Fewer than half of young black high school dropouts were either working or
looking for work during 1994.
Conservatives, meanwhile, stress such risk factors as out-of-wedlock births to
unmarried teenagers and child abuse and neglect. The illegitimacy ratio
(percentage of all five births to teenagers, ages 15-19, that occur out of
wedlock) rose from 29.5 percent in 1970 to 76 percent in 1994. And the number
of substantiated cases of child maltreatment rose by 20 percent from 1990 to
1993.
Both positions are right, and related to each other in a downward spiral.
As U.S. Attorney General Janet Reno has stressed, the challenge is how to help
these children--most of whom are concentrated in the most blighted
neighborhoods of fewer than two dozen big cities--before it's too late.

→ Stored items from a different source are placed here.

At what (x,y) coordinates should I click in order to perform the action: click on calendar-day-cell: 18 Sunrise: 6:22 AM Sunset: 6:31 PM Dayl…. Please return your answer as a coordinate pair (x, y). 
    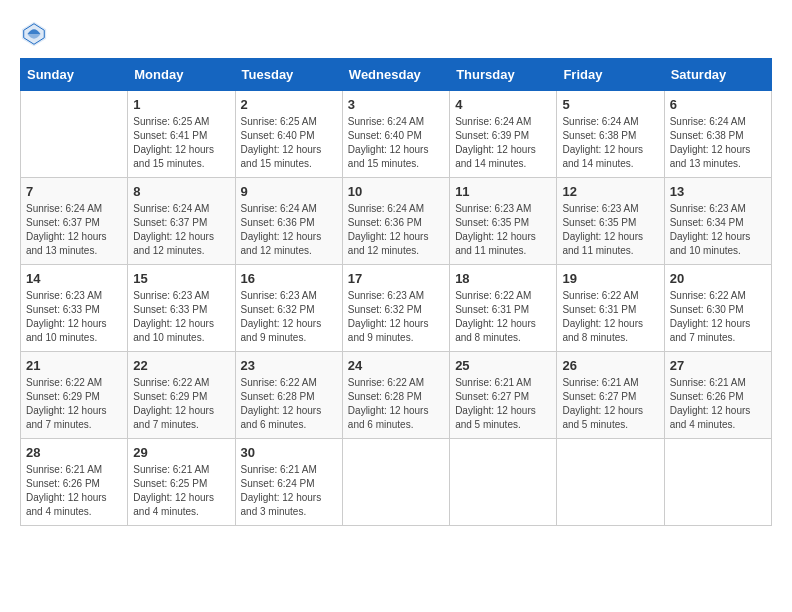
    Looking at the image, I should click on (504, 308).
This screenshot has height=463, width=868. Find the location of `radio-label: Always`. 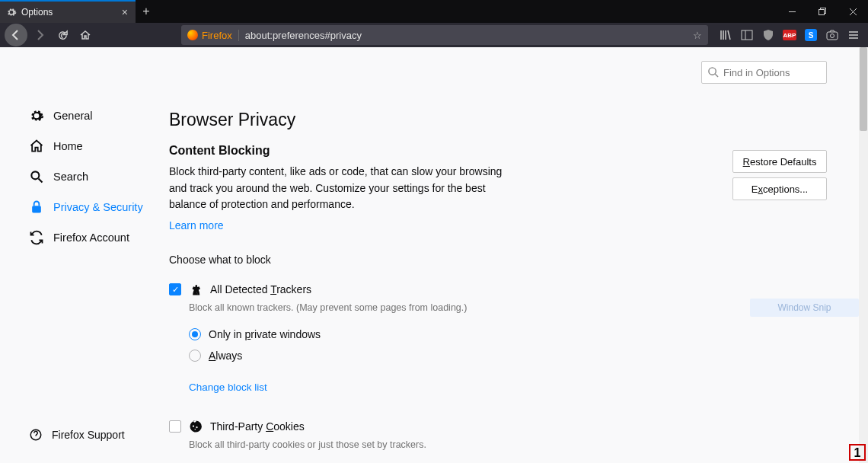

radio-label: Always is located at coordinates (225, 356).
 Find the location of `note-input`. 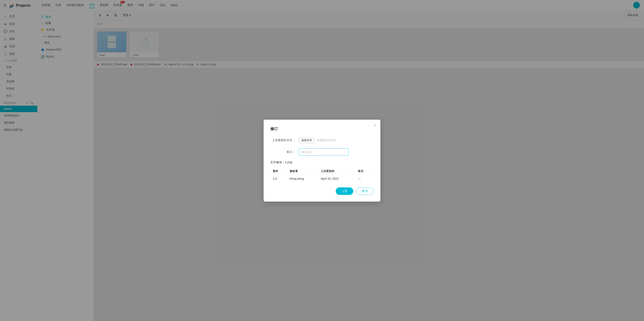

note-input is located at coordinates (324, 152).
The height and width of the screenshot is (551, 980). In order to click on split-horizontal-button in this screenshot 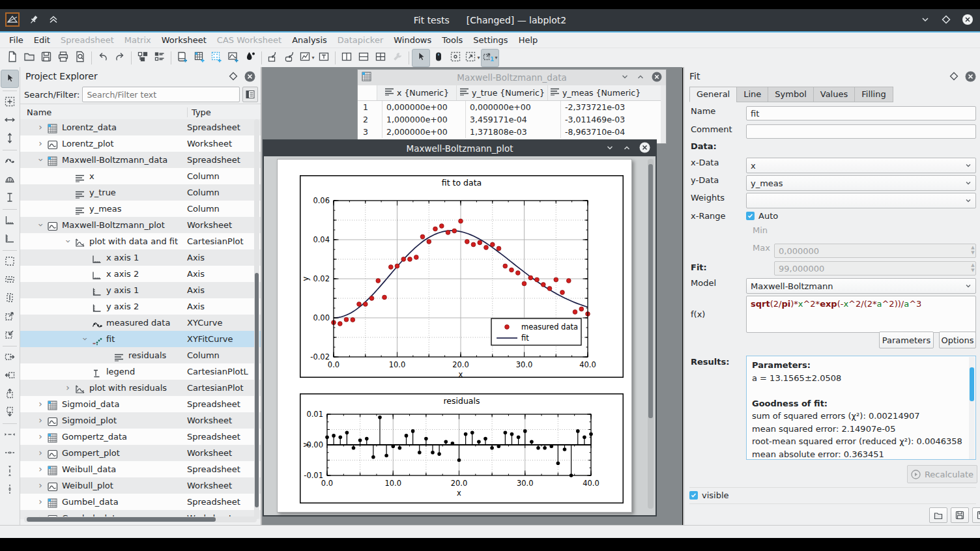, I will do `click(364, 58)`.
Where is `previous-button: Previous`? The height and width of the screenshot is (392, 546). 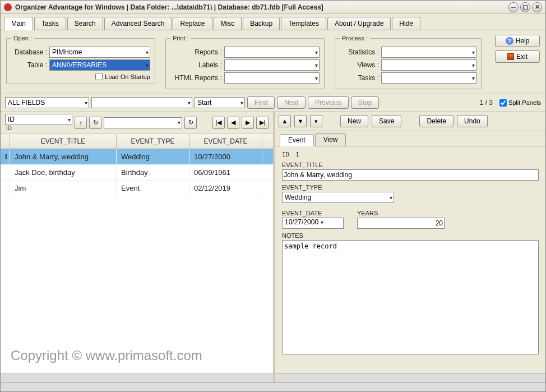
previous-button: Previous is located at coordinates (328, 103).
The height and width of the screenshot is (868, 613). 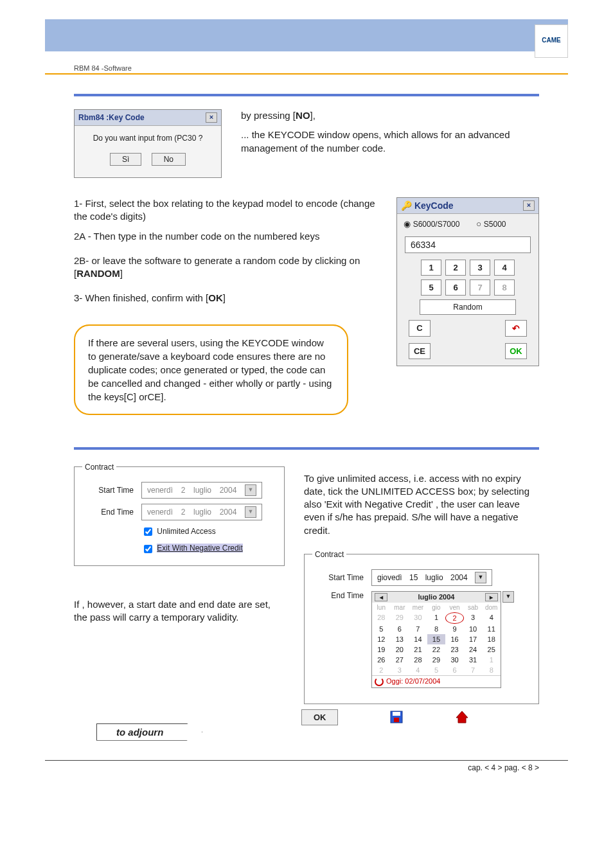 What do you see at coordinates (456, 267) in the screenshot?
I see `keypad-key-2: 2` at bounding box center [456, 267].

Former New York City Police Commisioner William Bratton, whose innovative
policing practices are rightly credited for driving dramatic drops in crime,
has recently emphasized that while better policing is pivotal to cutting crime,
"prevention has simply got to be a big part of the long-term anti-crime
equation."
Bratton is a member of the bipartisan Council on Crime in America, which
recently issued a report recommending three promising, community-based
prevention strategies--monitoring, mentoring and ministering.
- Monitoring: This means community-based supervision of youth
offenders, whether by professional probation officers or by neighborhood
adults. Despite the passage of "get-tough" juvenile crime laws in many states,
the majority of adjucated juvenile offenders get probation, not incarceration.
Private citizens can help. A prime example is Philadelphia's Youth Aid Panel
program. Panels of adult volunteers in each of the city's police districts
hear cases of first-time juvenile offenders and mete out punishments that range
from curfews to community service. The estimated receidivism rate is an
impressively low 20 percent.
- Mentoring: Involvement by citizen-volunteers with at-risk youth
benefits the youth to an extent that even some boosters of the concept might
find surprising. Consider for example, the findings compiled by Public/Private
Ventures in a study of 1,000 youngsters aged 10-16, almost all of them from low
income, single-parent families, who participated in Big Brother/Big Sisters of
America. The study found that juveniles matched with mentors were 46 percent
less likely than a comparison group to initiate drug use, 27 percent less
likely to start drinking, one third less likely to commit assault, and half as
likely to be truant from school. The "Bigs" were not trained in drug
prevention, remedial tutoring or family therapy. And, yet, by becoming a
friend and providing support to these young people, these mentors cut youth
crime and positively influenced young lives in many ways.
- Ministering: This refers to the work of local churches with at-risk
youth. In New York City, for example, the Protestant but interdenominational
New York Theological Seminary has trained more than 2,000 ministers who are
presently providing to their communities a wide range of youth outreach
services, such as literacy training and after-school programs.
But for monitoring, mentoring, and ministering to expand their effectiveness--and we need them to expand now --more citizens must volunteer. And they must get more recognition and support.
This comes about only when the rest of us adopt the "4thM" of crime prevention: a sense of moral obligation to American's children that transcends conventional political pontification and recognizes that getting warm-blooded adults into the lives of kids is the one sure way we have of saving our youngest, our most vulnerable, and potentially our most dangerous fellow citizens.